What models depend on base__shopify__orders?

The AI calls get_model_children and shows downstream dependencies. Essential for impact analysis before changing a widely-used model.

Semantic Layer Tools (Requires dbt Cloud)

These tools query dbt’s MetricFlow Semantic Layer. They require dbt Cloud credentials (DBT_HOST, DBT_TOKEN, DBT_PROD_ENV_ID) regardless of whether you’re using the local or remote server.

ToolWhat It DoesWhen to Use It
list_metricsRetrieves all defined metricsDiscovering what [[Metrics as Code
get_dimensionsGets dimensions for specified metricsUnderstanding what dimensions you can group by for a given metric.
query_metricsQuery metrics with grouping, ordering, and filteringActually pulling metric values. The most-used Semantic Layer tool.

Example Prompts for Semantic Layer Tools

Query monthly revenue by region for last quarter.

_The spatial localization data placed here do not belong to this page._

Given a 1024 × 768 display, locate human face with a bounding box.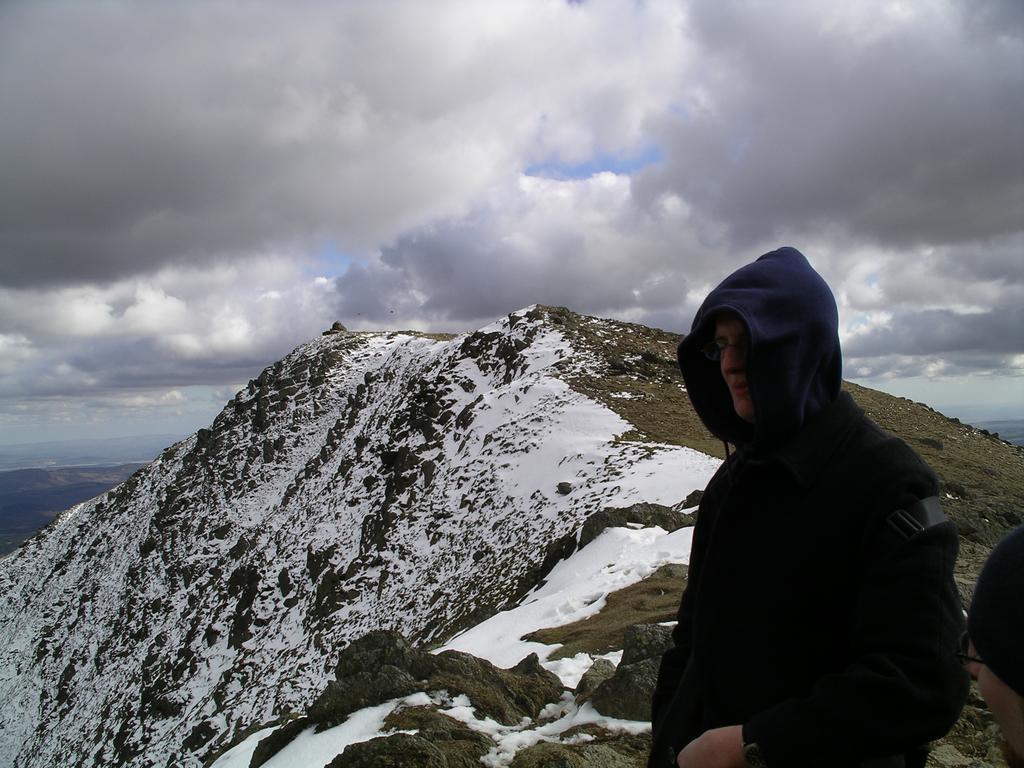
Located: l=718, t=324, r=752, b=421.
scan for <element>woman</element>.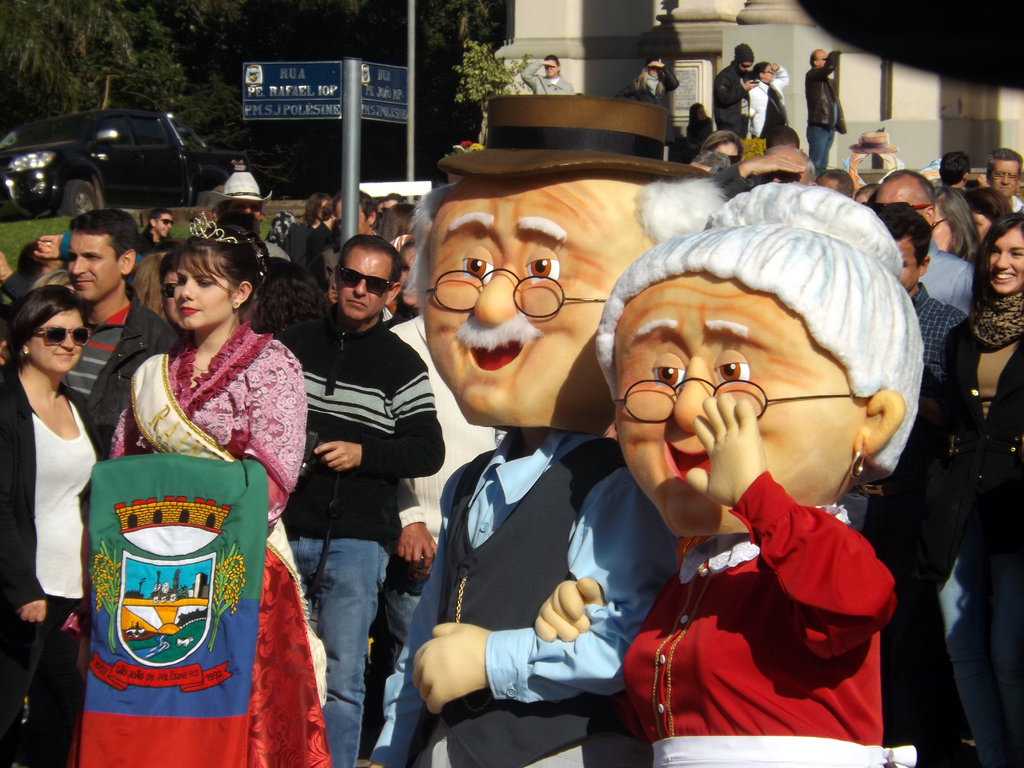
Scan result: {"x1": 138, "y1": 205, "x2": 175, "y2": 265}.
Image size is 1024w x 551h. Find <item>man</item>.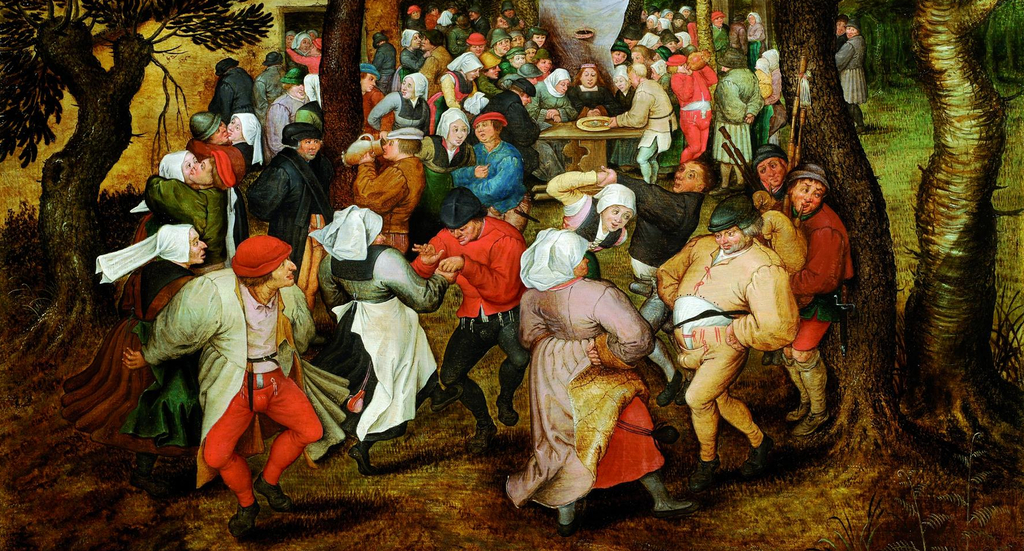
x1=708 y1=12 x2=731 y2=52.
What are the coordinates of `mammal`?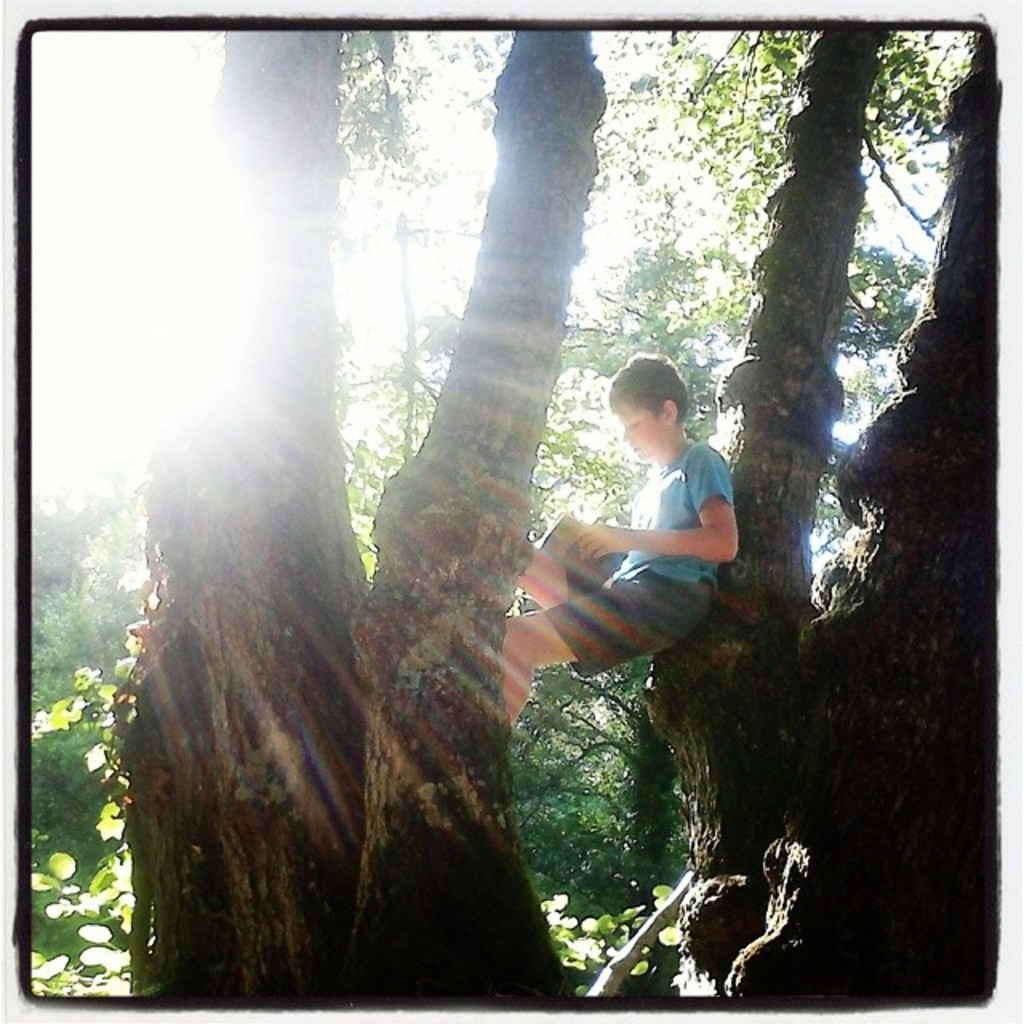
[x1=501, y1=366, x2=760, y2=701].
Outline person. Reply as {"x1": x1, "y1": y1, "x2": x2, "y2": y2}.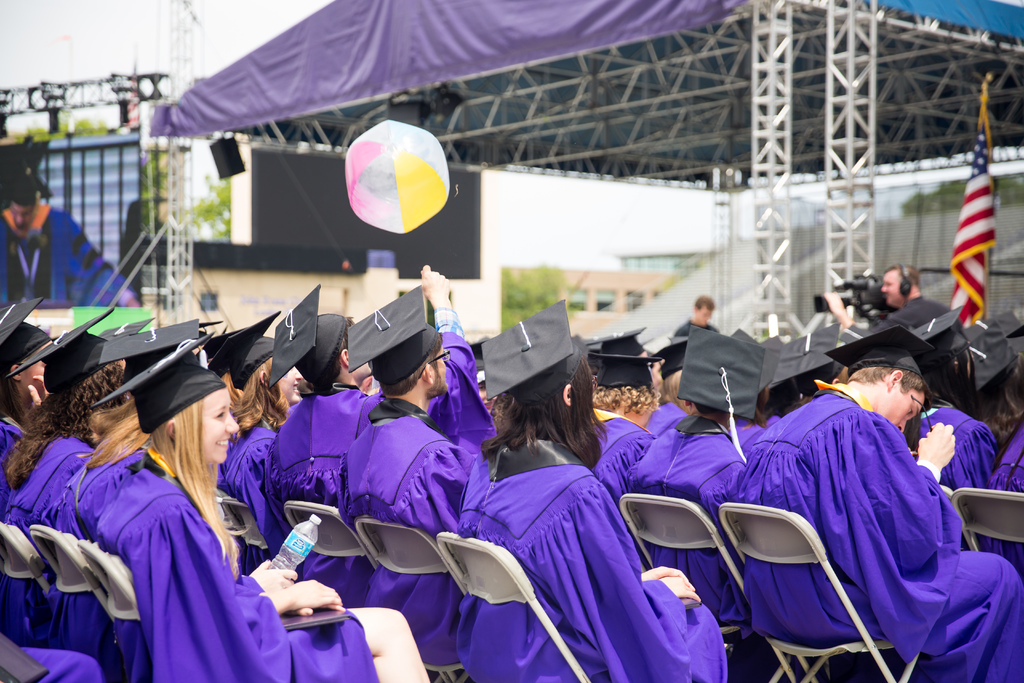
{"x1": 0, "y1": 165, "x2": 145, "y2": 306}.
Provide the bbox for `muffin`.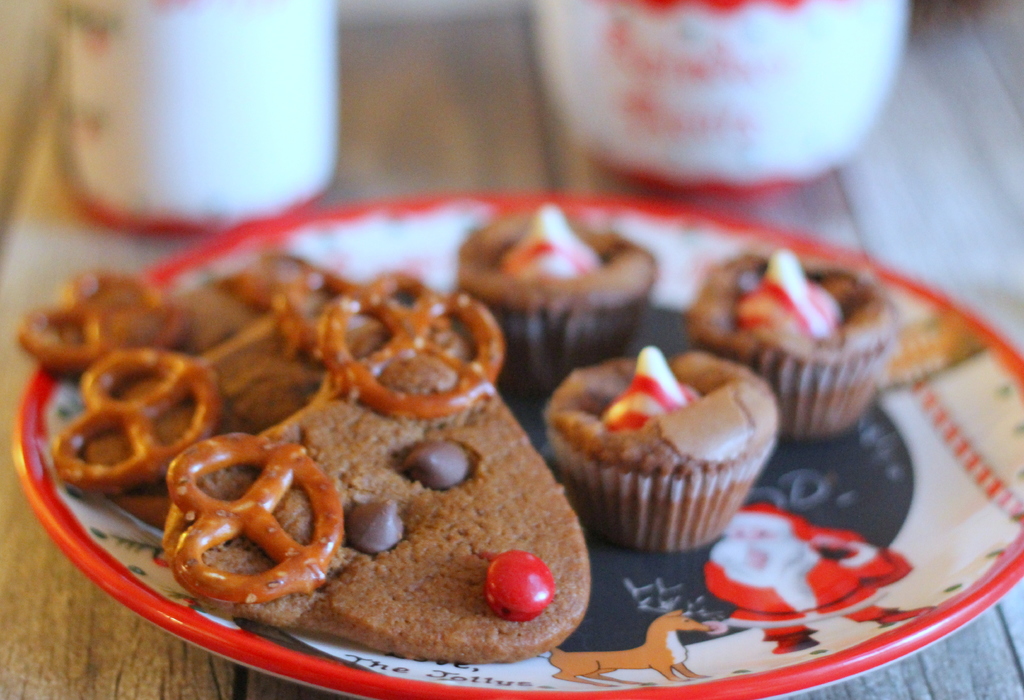
446:203:664:392.
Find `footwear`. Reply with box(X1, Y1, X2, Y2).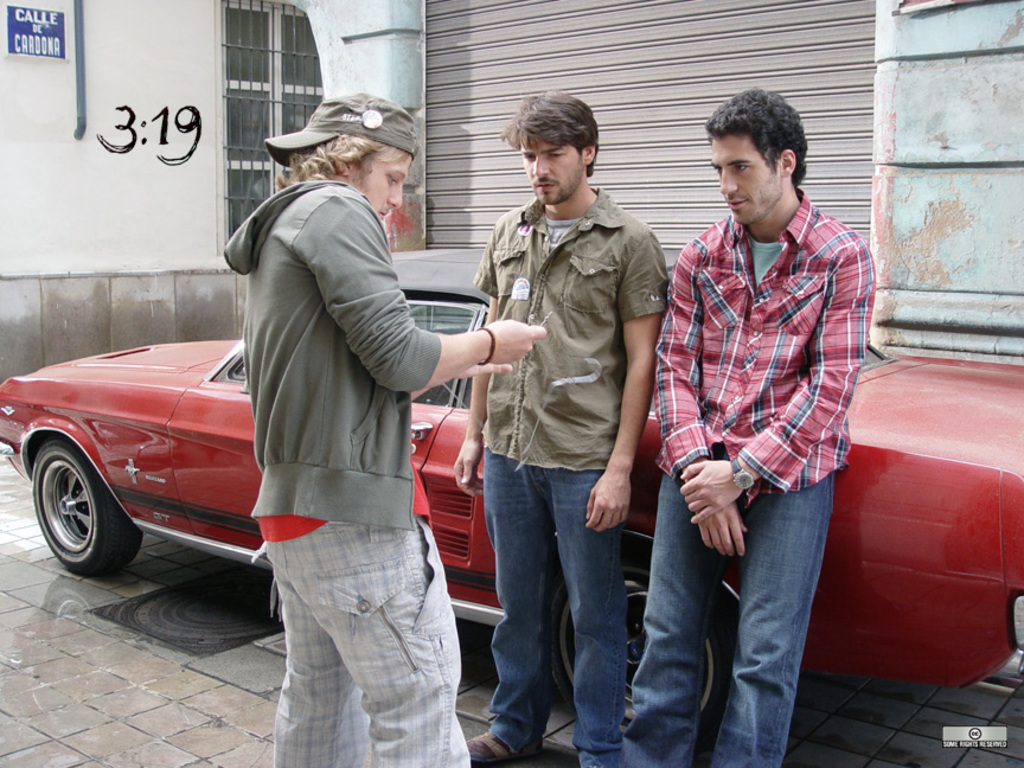
box(461, 724, 537, 763).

The AI calls query_metrics with the revenue metric, a time grain of month, a region dimension, and a time filter. The Semantic Layer handles the SQL generation using the governed metric definition — no risk of the AI calculating revenue differently than your finance team.

What dimensions are available for the customer_lifetime_value metric?

The AI calls get_dimensions and returns the list of dimensions you can slice this metric by. This is useful when exploring what analysis is possible with your current metric definitions.

Admin API Tools (dbt Cloud)

These tools manage dbt Cloud jobs. They require a service token with Job Admin permissions.

ToolWhat It DoesWhen to Use It
list_jobsLists all jobs in the projectSeeing what scheduled or manual jobs exist.
trigger_job_runStarts a job executionKicking off a refresh. “Run the daily load.”
get_job_run_detailsGets status and details of a job runChecking whether a run is in progress, succeeded, or failed.
cancel_job_runCancels a running jobStopping a run that’s consuming resources or hitting errors.
retry_job_runRetries a failed job runRestarting after a transient failure.
get_job_run_errorGets error details from a failed runDiagnosing what went wrong in a production run.

Example Prompts for Admin API Tools

List all scheduled jobs in the project.
Trigger the daily refresh job.
What's the status of the currently running job?

These tools are most useful for operational workflows — checking production pipeline health through conversation rather than navigating the dbt Cloud UI.

Token Overhead Considerations

Twenty-plus tool definitions loaded into your AI’s context window represents a meaningful token cost. If you only need metadata discovery, consider using feature toggles (DISABLE_DBT_CLI=true, DISABLE_SEMANTIC_LAYER=true) in your configuration to reduce the number of tools loaded. Fewer tools means more context window available for your actual conversation.